It’s a disgrace children don’t read Bible, says atheist Bragg
BROADCASTER Melvyn Bragg has attacked the ‘disgraceful’ decline in young people reading the Bible, saying those who think it is too complicated are ‘wimps’.
Despite not believing in God himself, the Labour peer and author said he sees the Bible as a ‘great force’ for people of all backgrounds.
Asked what he thought about many young people no longer reading or being taught the Bible, the -year-old told the Henley Literary Festival: ‘I think it is a disgrace.
‘They say it’s too complicated, what are they talking about? Shakespeare gets more and more popular, and nearly always Shakespeare is played in the original.
‘We have to work a bit harder, and that’s also good. But yet [the Bible is] equally powerful [and] we just say ‘it’s too complicated’. Wimps, terrible persons.’
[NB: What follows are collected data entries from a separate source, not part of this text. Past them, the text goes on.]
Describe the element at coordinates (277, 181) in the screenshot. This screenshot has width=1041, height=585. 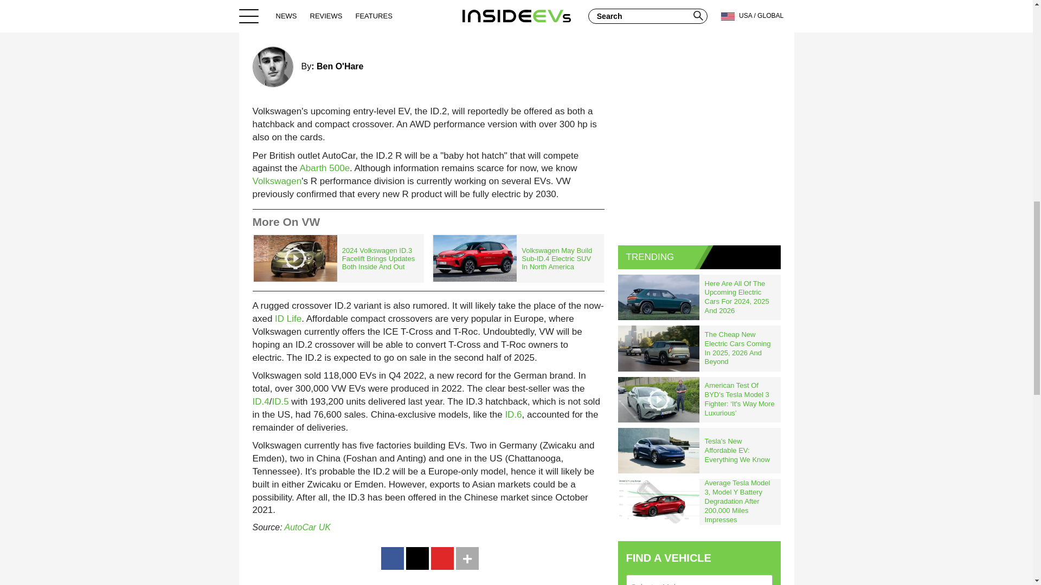
I see `Volkswagen` at that location.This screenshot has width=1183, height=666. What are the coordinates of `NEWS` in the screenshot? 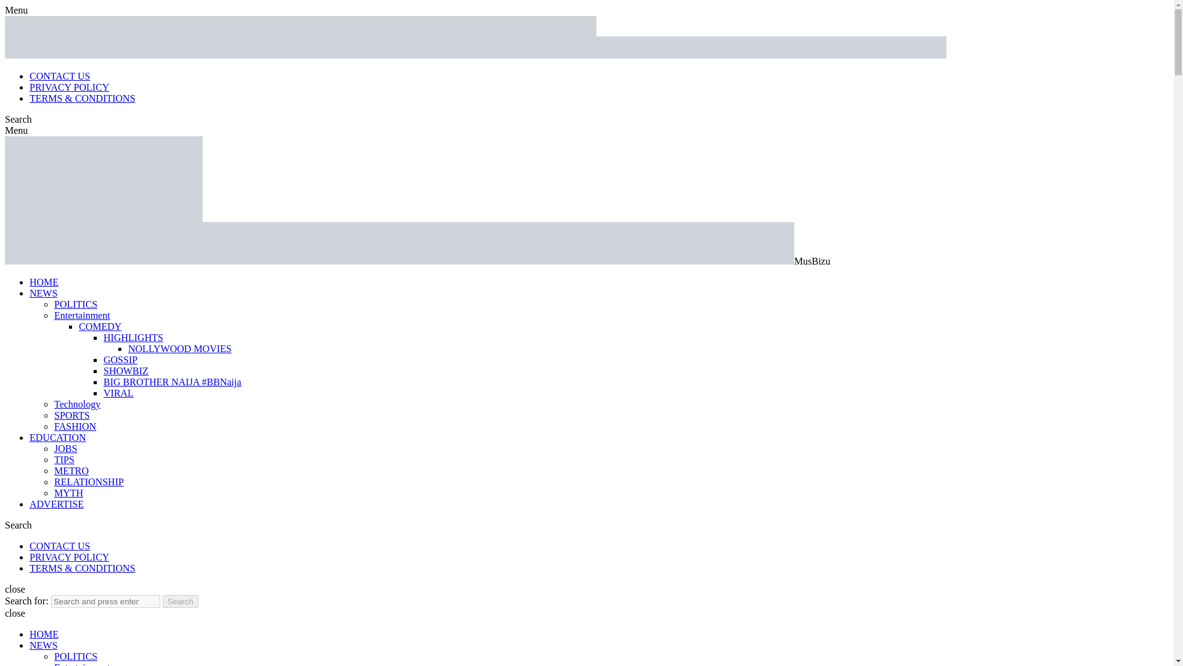 It's located at (43, 645).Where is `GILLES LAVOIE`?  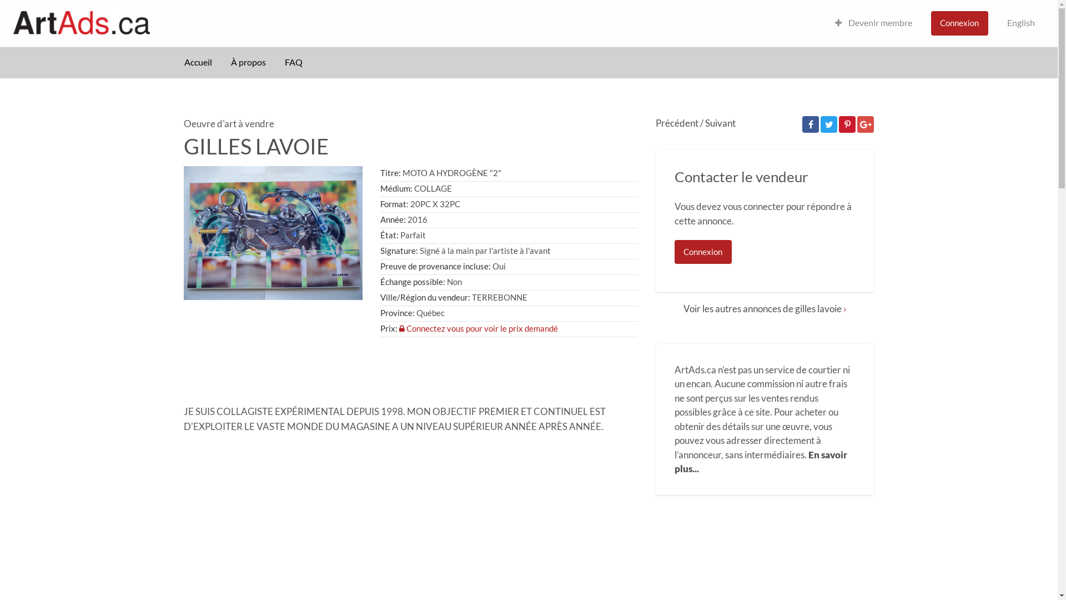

The presenter of In Our Time on Radio 4 and The South Bank Show on Sky Arts called for a return of Bible readings to school life. He told an audience at the festival, which is sponsored by the Daily Mail: ‘The first week of every month in every church and every school, no matter what denomination because I’m talking about a culture as well as a religion, it should be read so that people have depth to language and depth of reference, which they are without. I think it is a great deprivation... It’s awful.’
On his own beliefs, he told the audience on Monday: ‘I don’t believe in God but I do believe in a first cause.’